Mark Williamson wrote:
>> This feature is very important for quality of service aspects. How
>> many physical CPU do I have? How many CPU time can I use?
 I'm not exactly sure whether a domU needs to know this?  or do you mean dom0 
specifically?
 
 Actually, the domU itself shouldn't know this, but maybe an application 
running in domU. Imagine the following situation:
Three party setup:
1) Software vendor
2) Hosting provider
3) Customer (using Software from 1) and a virtual machine from 2))
 In case the hosting provider changes something in the setup, the 
performance decreases and Customer complains at the software vendor the 
really bad performance of the software sold. Having no chance to get at 
least number of physical cpu's assigned to domU makes problem solving 
impossible. This theoretical setup would need the interaction of a third 
party, the Hosting provider.
 If there would be a possibility for the hosting provider to provide this 
information (physical CPU assigned) to a domU, reduces the costs and 
time spend for interaction getting a third party involved in a support 
call. The information which physical CPU's are assigned to a domU does 
not affect security or encapsulation, because the domU does _not_ know 
how many physical CPU's dom0 has at all or how many of them are assigned 
to other VM's.
 The number of physical CPUs the domain's VCPUs are being scheduled across 
might change dynamically.  You can, however, change the number of VCPUs a 
domain is allocated as an indication of how many CPUs it should try to 
optimise for.  
 
 That it changes dynamically is not a problem at all. We would collect 
the data, how many physical CPU's are assigned on a 5 minute base in our 
application to keep track of it. We then can check if response times 
correlate with number of physical CPU's.
 There's also /sys/hypervisor which contains some relevant 
information.
 
Yes, that for the hint. Unfortunately is data is not enough :(
 dom0 is permitted to access more detailed information about the host machine 
through a hypercall (use "xm info" to see what's available).
Other important > information would the real memory and the hostname of the 
 
host machine.
 I'm not sure why a domU would need to know the hostname of the host machine?  
Also, this could change during migration, so it's not a stable value.
 
 In case nothing like the physical CPU assignment will be implemented, 
domU must know, which CIM server to query to get this kind of 
information. I know that this value will change, and because of this we 
need the information. If the domO would stay the same all the time, I 
could set a parameter in my software to query the CIM server directly, 
which wouldn't work after a migration.
 The third possibility is to setup a dedicated VM which interacts between 
all available dom0's and all available domU's. But this is the last 
possible solution I'd prefer, because a third instance to manage is a 
third source of errors.
 
Cheers,
Mark
 
 
Cheers,
  Hannes
 
Basically all this information is provided by other virtualization
technologies as read only values. Having a huge hosting solution with
enterprise software running in virtual machines depends on these quality
of service aspects. Having a black box makes debugging of performance
issues impossible and thus the whole solution is not usable.
Is it possible to provide such a solution with Xen (of course only if
enabled in dom0 due to security reasons!) over the /proc or /sysfs?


(YOUR TASK):
Take the line that contains "Image resolution: width=1227" and each line after it to the end of the data below, and set them down exactly, omitting pictures.

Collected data
"""

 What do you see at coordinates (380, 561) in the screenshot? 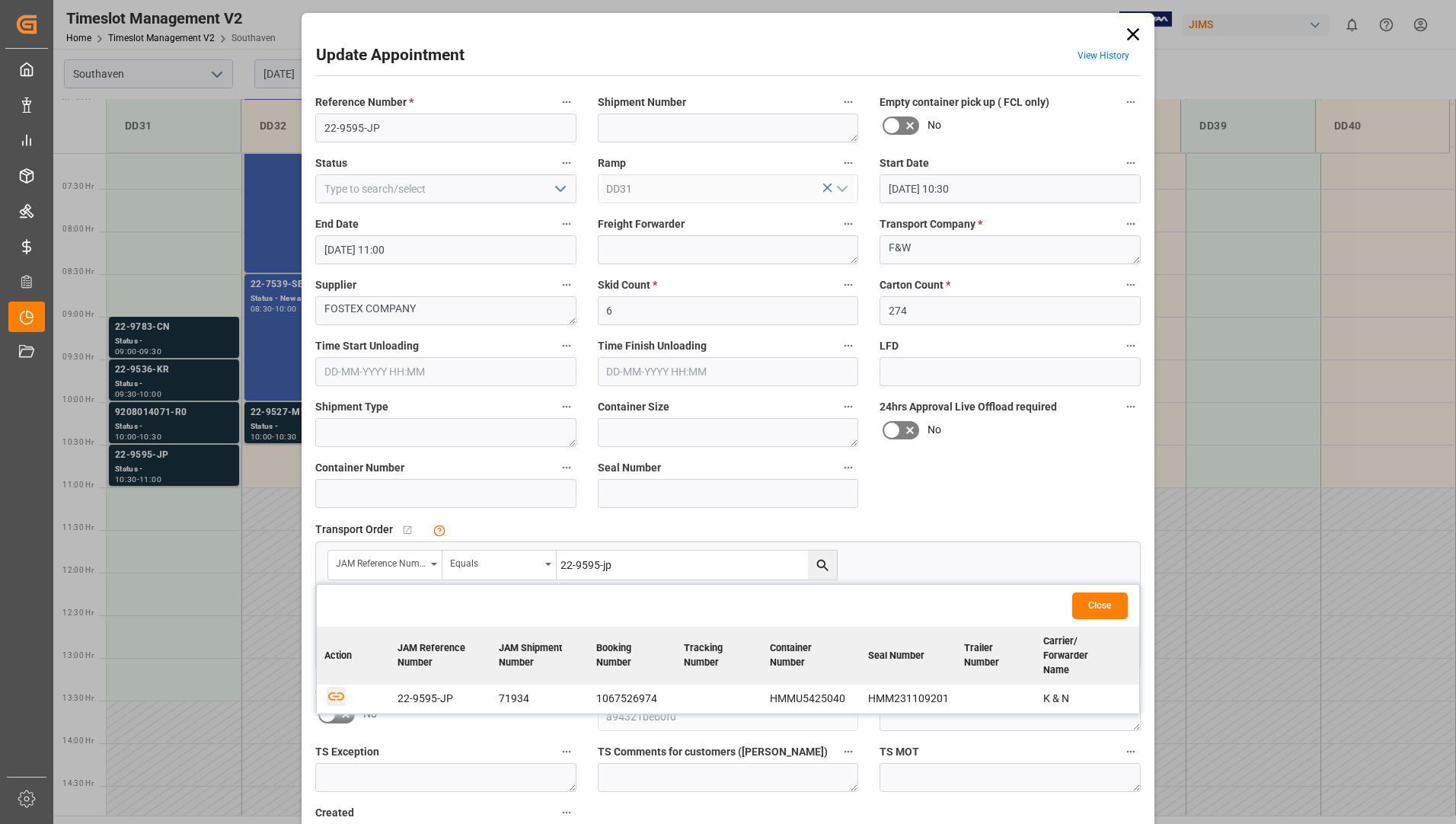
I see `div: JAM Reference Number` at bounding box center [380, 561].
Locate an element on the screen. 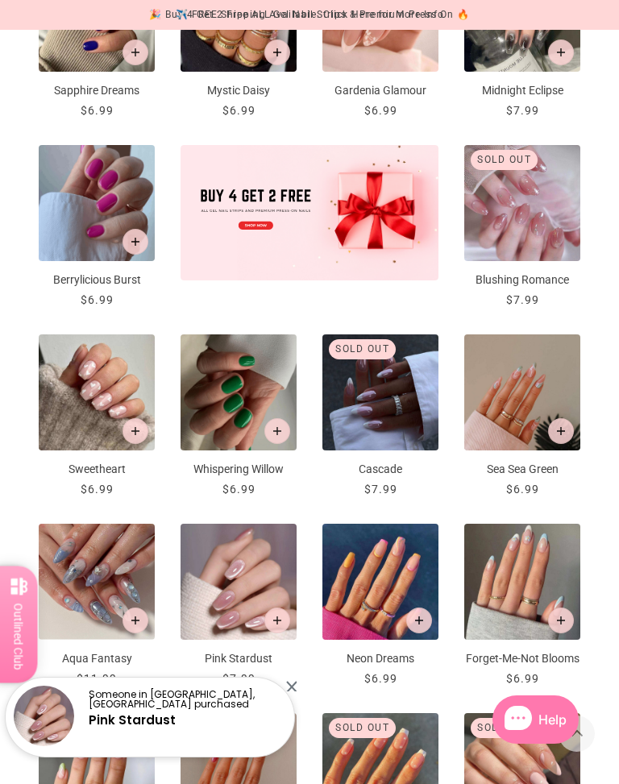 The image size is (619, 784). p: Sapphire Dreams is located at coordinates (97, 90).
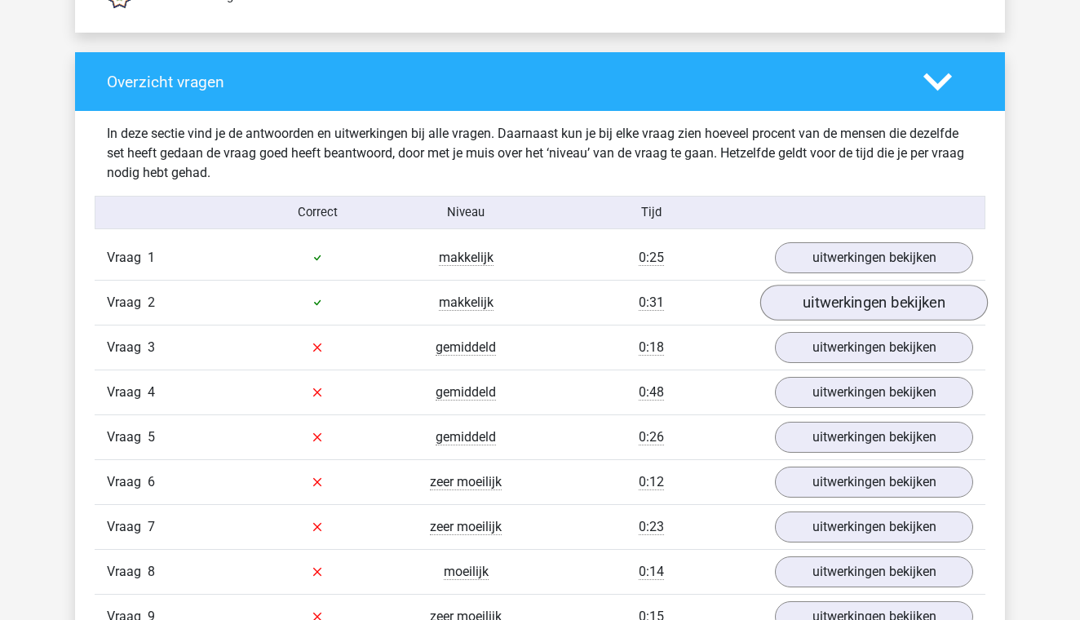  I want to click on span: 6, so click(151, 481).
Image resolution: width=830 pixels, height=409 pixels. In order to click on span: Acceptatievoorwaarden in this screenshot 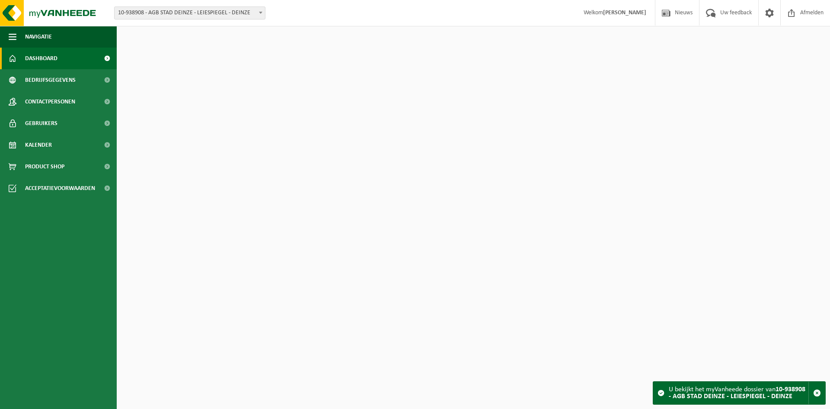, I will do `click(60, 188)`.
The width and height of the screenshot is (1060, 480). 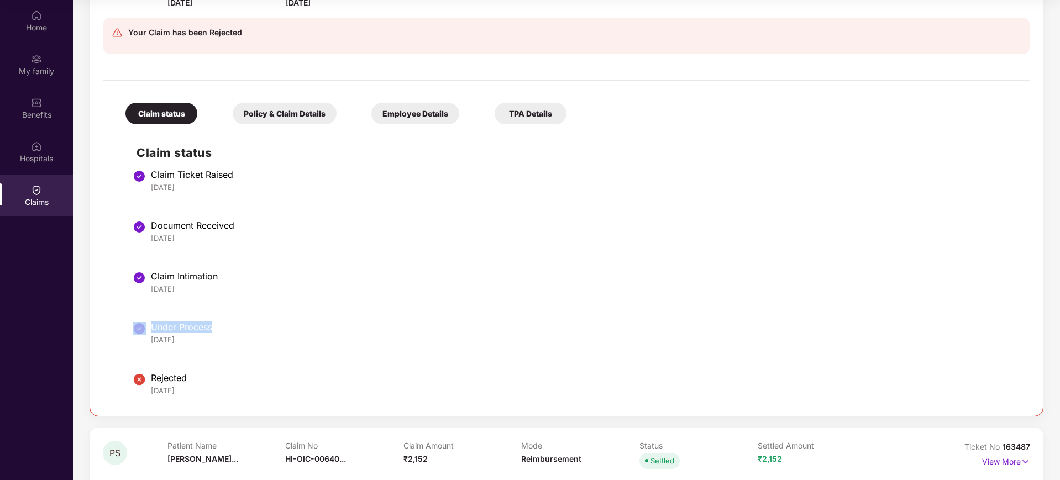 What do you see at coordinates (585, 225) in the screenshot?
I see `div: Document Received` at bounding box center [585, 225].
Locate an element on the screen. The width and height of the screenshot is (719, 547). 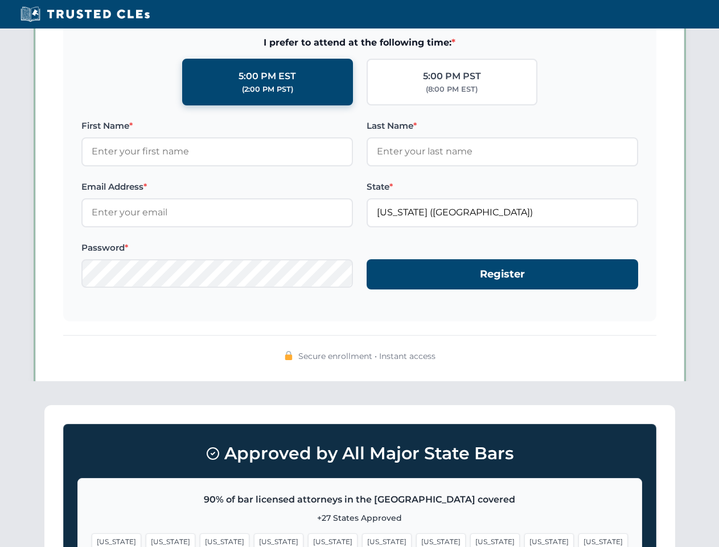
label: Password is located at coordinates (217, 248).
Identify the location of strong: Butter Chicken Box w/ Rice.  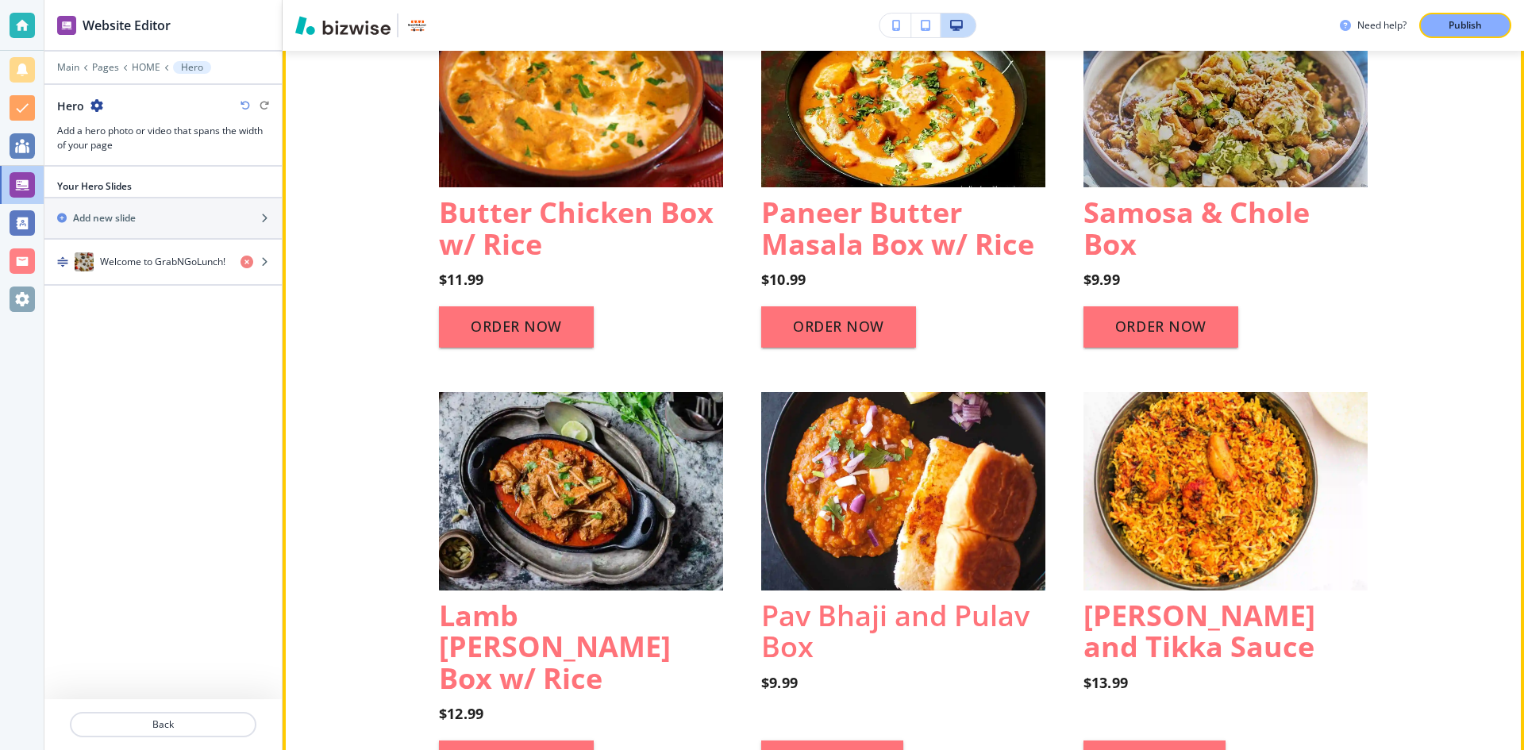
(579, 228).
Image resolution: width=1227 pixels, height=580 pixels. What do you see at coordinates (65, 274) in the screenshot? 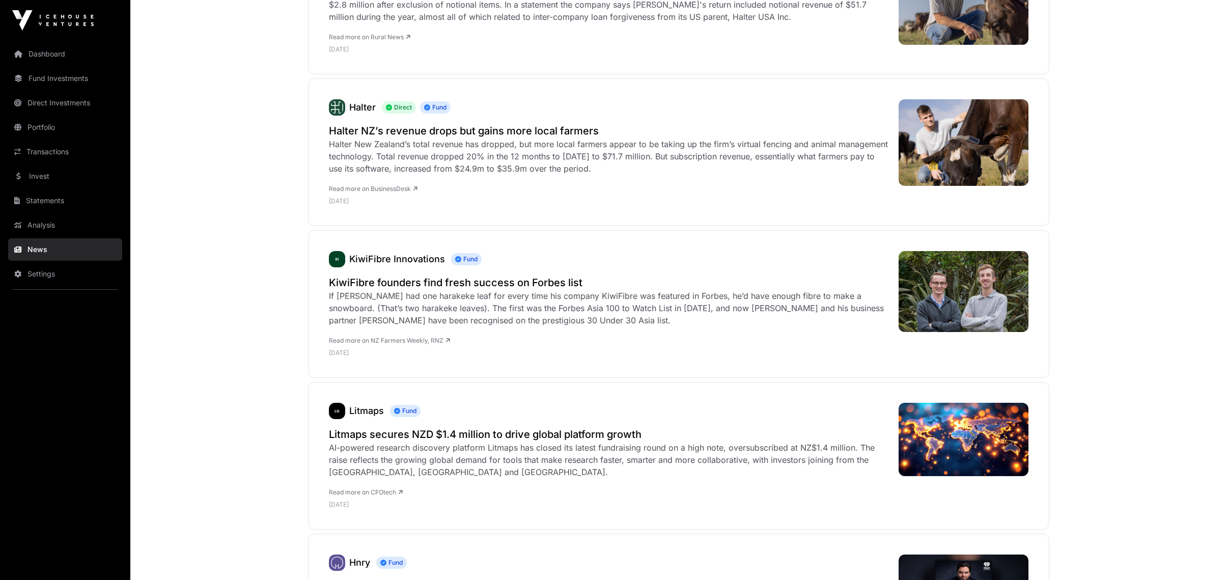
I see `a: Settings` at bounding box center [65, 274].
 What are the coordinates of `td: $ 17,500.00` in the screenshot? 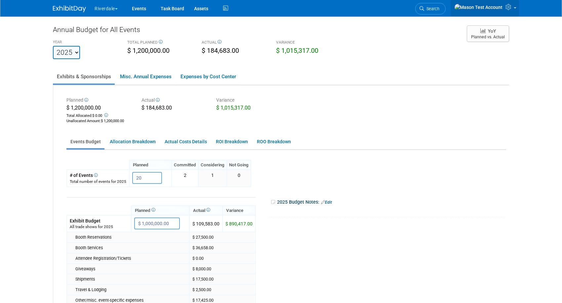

"""

(WORKED SOLUTION):
Image resolution: width=1227 pixels, height=580 pixels. What do you see at coordinates (65, 274) in the screenshot? 
I see `a: Settings` at bounding box center [65, 274].
 What are the coordinates of `td: $ 17,500.00` in the screenshot? 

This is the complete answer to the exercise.